The Vec::<T>::get() method returns an Option<&T>, that is, an option of a reference into the vector. Because your vector already contains references (&str), it means that get() in your case returns Option<&&str>.
Now, the reason why your first example compiles is that by being explicit about the type of the s variable you cause deref coercion to fire, that is, the compiler will automatically insert a dereference operator:
// You write this:
let s: &str = v.get(0).unwrap();
// Compiler actually does this:
let s: &str = *v.get(0).unwrap();
Then, because there exists an implementation of the From<&str> trait for String, the compiler accepts the String::from(s) call.
In the second piece, however, without an explicit type annotation the type assigned to s is &&str:
let s: &&str = v.get(0).unwrap();
This changes the situation with the String::from() method: there is no From<&&str> implementation for String, and the compiler fails to compile the code.
A logical question here would be why no deref coercion happens in this case, when s is used as an argument for from()? The answer is that deref coercion does not happen for generic methods, and String::from is a generic method because it relies on the type parameter of the From trait.
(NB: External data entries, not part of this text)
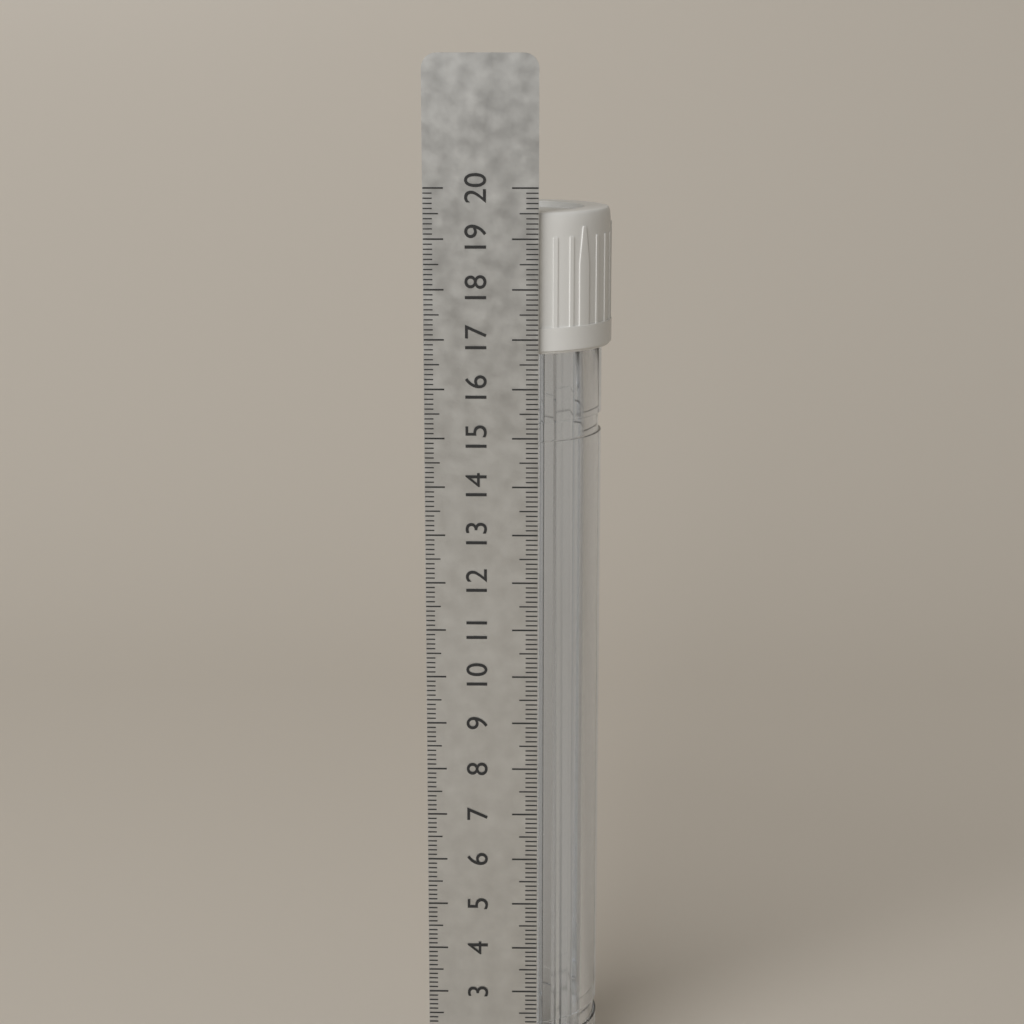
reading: 19.5 cm
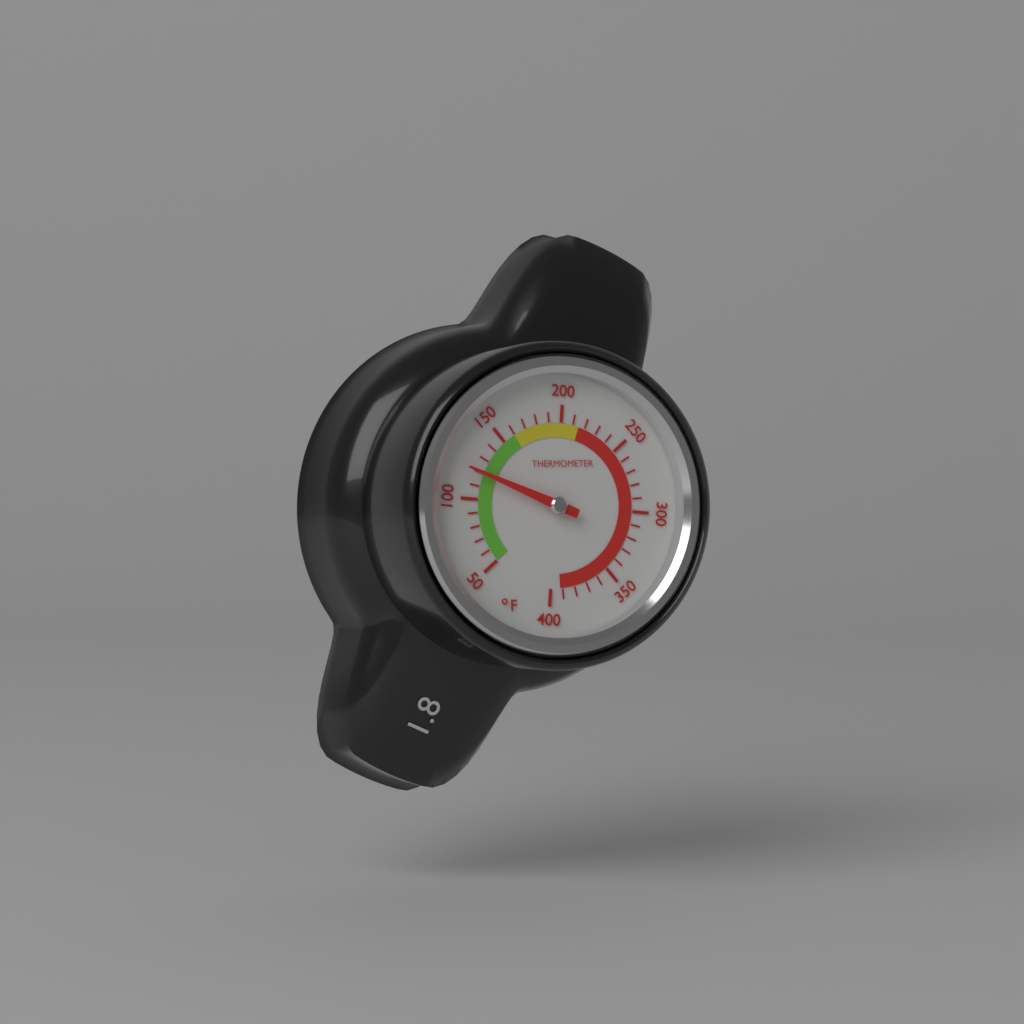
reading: 120 °F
The compiler can't do a deref coercion, because it is totally possible (in principle) to have both From<&str> and From<&&str> methods which would potentially do different things.
Even if From<&&str> does not exist now, and the compiler would have applied a deref coercion, it would make the code brittle against future evolution: if for some reason From<&&str> is added in a future version of the standard library, your code may silently break, because it will now call a different method than before, with potentially different logic.
(Naturally, I'm not saying that From<&&str> would indeed be added in the future libstd version; this is generic reasoning applicable to any kind of trait, in any code base).